‘Al-Aqsa Crisis at Tipping Point,’ Says Palestine UN Envoy

Riyad Mansour, Palestine's envoy at the UN. (Photo: via MEMO, file)

The Palestinian envoy to the UN has told the Security Council that al-Aqsa Mosque compound crisis in East Jerusalem is at a tipping point, urging the council members to help protect Palestinians and their holy sites from Israel’s “reckless and destructive agenda”.

Riyad Mansour warned in his speech to the Council on Tuesday that “the stoking of a religious conflict is rapidly unfolding as Israel persists its illegal actions in occupied East Jerusalem”.

He accused Israel of “aggressive behavior and provocative violation” of the historic status quo at the Muslim-administered al-Aqsa Mosque compound, referring to a brief closure of the holy site after a deadly shooting there that was followed by installation of CCTV cameras and metal detectors.

“We are clearly at the tipping point,” he said. “We must therefore again warn against the dangers of such provocations and incitement, and fuelling of yet another cycle of violence which will surely have far-reaching consequences.”

On the ground in East Jerusalem, Muslim leaders urged the faithful on Tuesday to keep up their prayer protests outdoors and avoid entering the compound, even after Israel dismantled metal detectors that initially triggered the tensions.

Sheikh Najeh Bakirat, director of al-Aqsa Mosque, said on Tuesday that the move does not fulfil the demands of the Muslim worshippers as the security cameras remain.

Sheikh Raed Saleh, an al-Aqsa official, said that the Palestinians would “never accept the current status, unless everything that was added after July 14 was removed.

“The picture until this moment is not clear.
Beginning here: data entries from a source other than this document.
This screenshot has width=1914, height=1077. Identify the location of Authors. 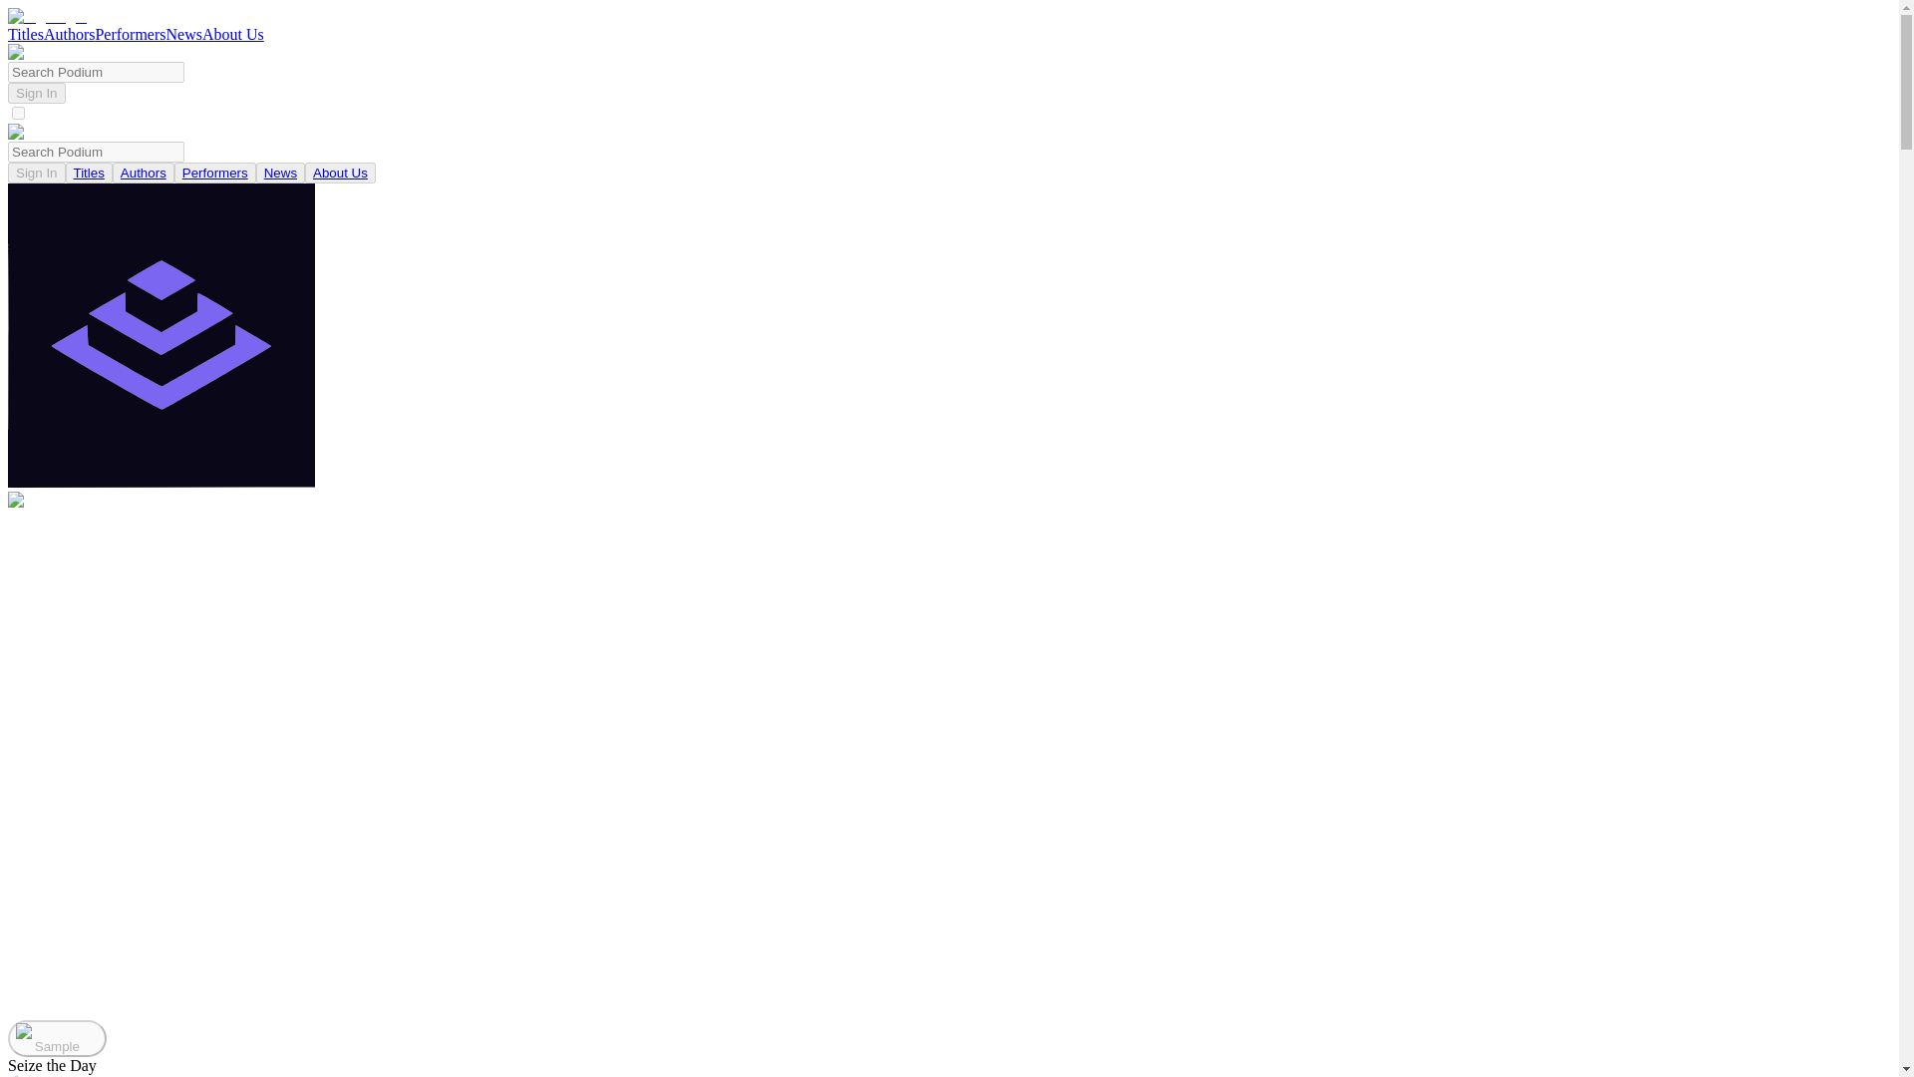
(144, 173).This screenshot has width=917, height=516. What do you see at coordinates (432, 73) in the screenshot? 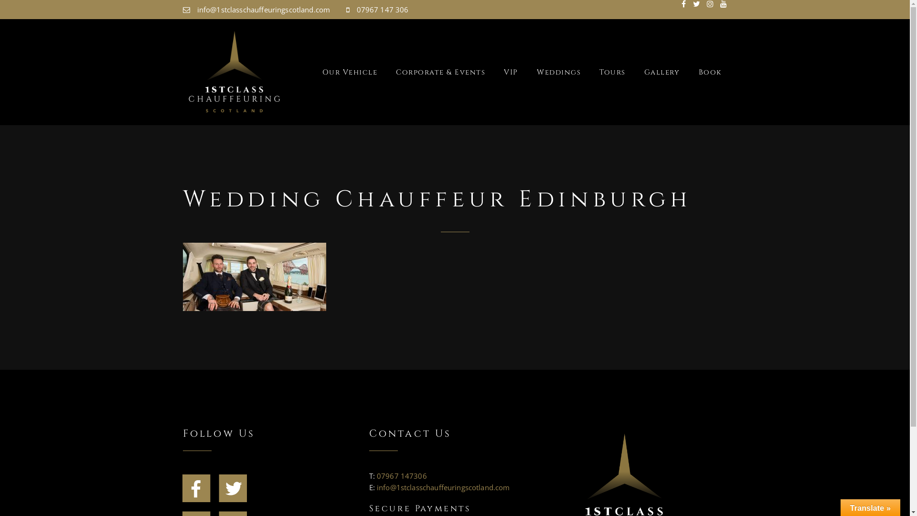
I see `Corporate & Events` at bounding box center [432, 73]. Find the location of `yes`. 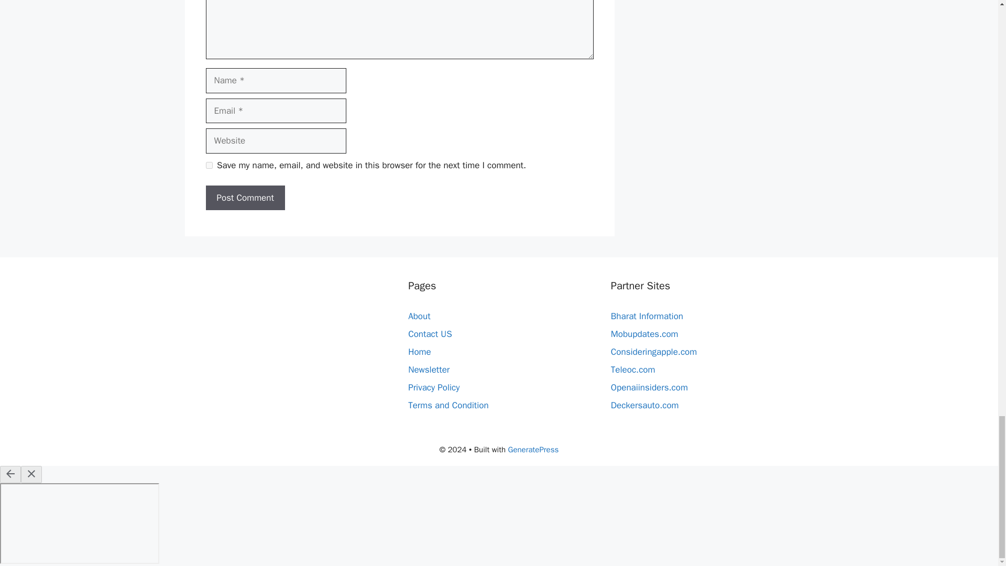

yes is located at coordinates (209, 165).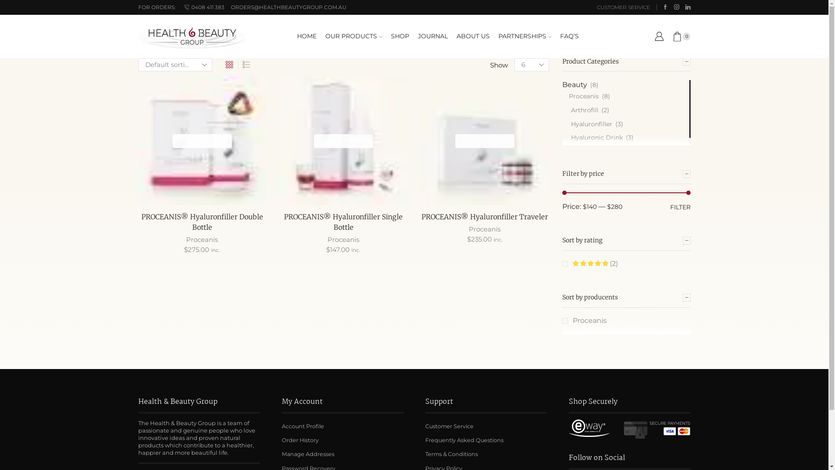 The height and width of the screenshot is (470, 835). What do you see at coordinates (592, 138) in the screenshot?
I see `Hyaluronic Drink` at bounding box center [592, 138].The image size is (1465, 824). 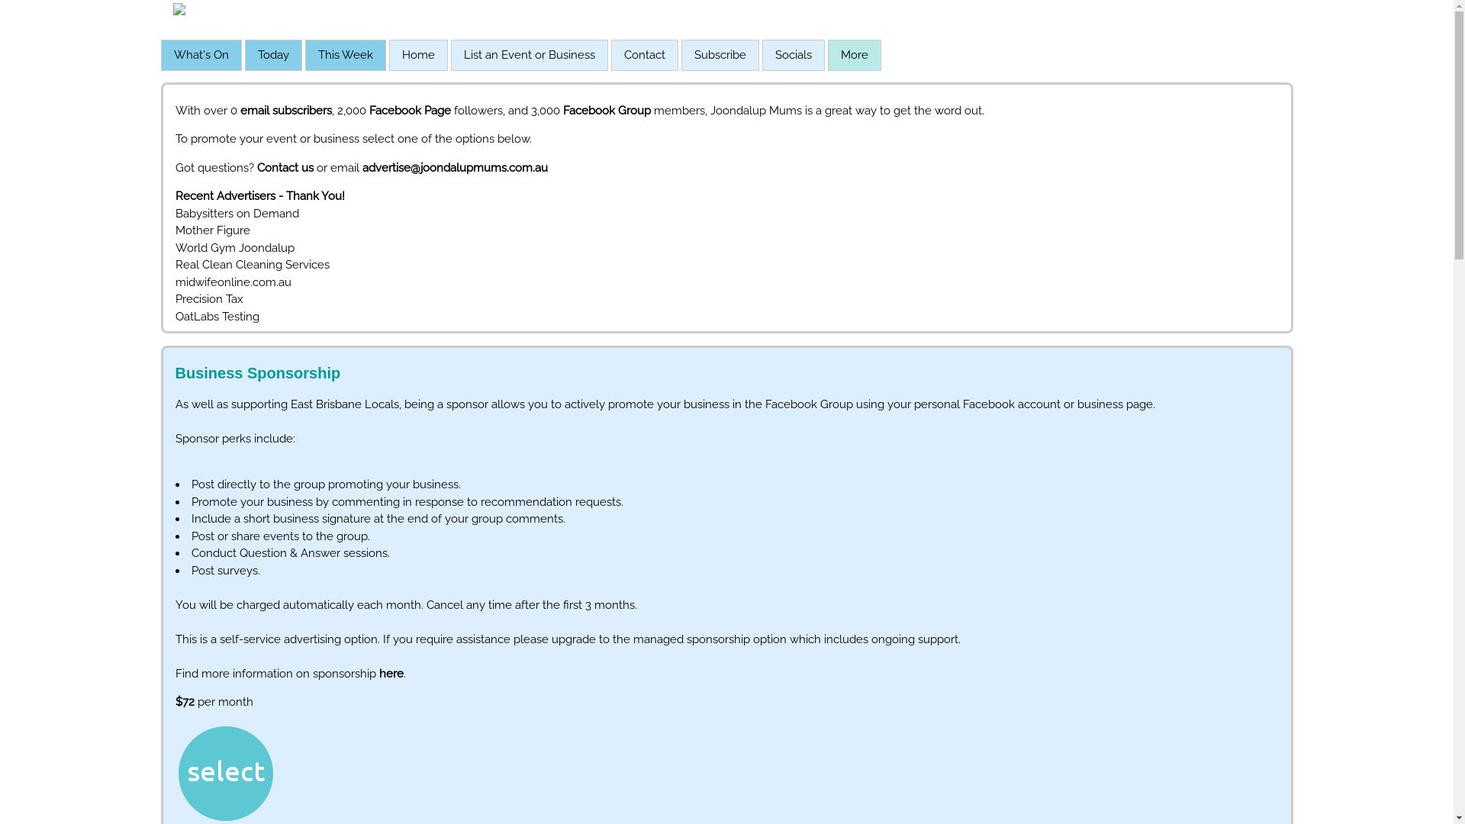 I want to click on Facebook Group, so click(x=607, y=111).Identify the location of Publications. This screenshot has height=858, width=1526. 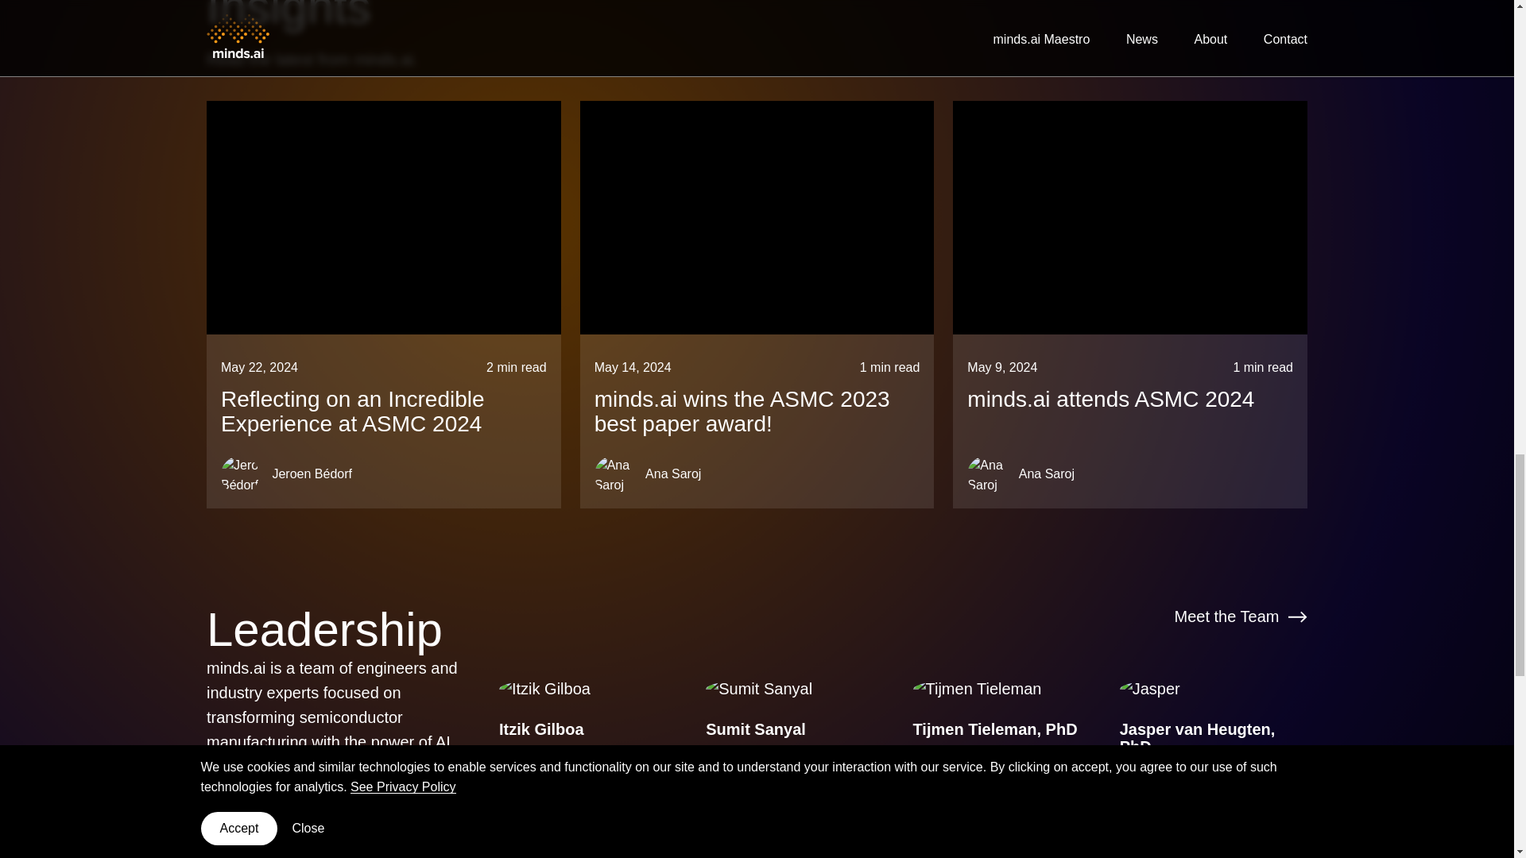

They are doing it in the middle of the night, in the cover of darkness, like bats. God knows what we are going to wake up to the next morning,” Saleh said.

Dozens of Muslim worshippers continued to perform prayers in the streets outside the compound on Tuesday.

Israel said it would replace the metal detectors with new security arrangements based on “advanced technology”, reportedly including sophisticated cameras, but said it could take up to six months to install them.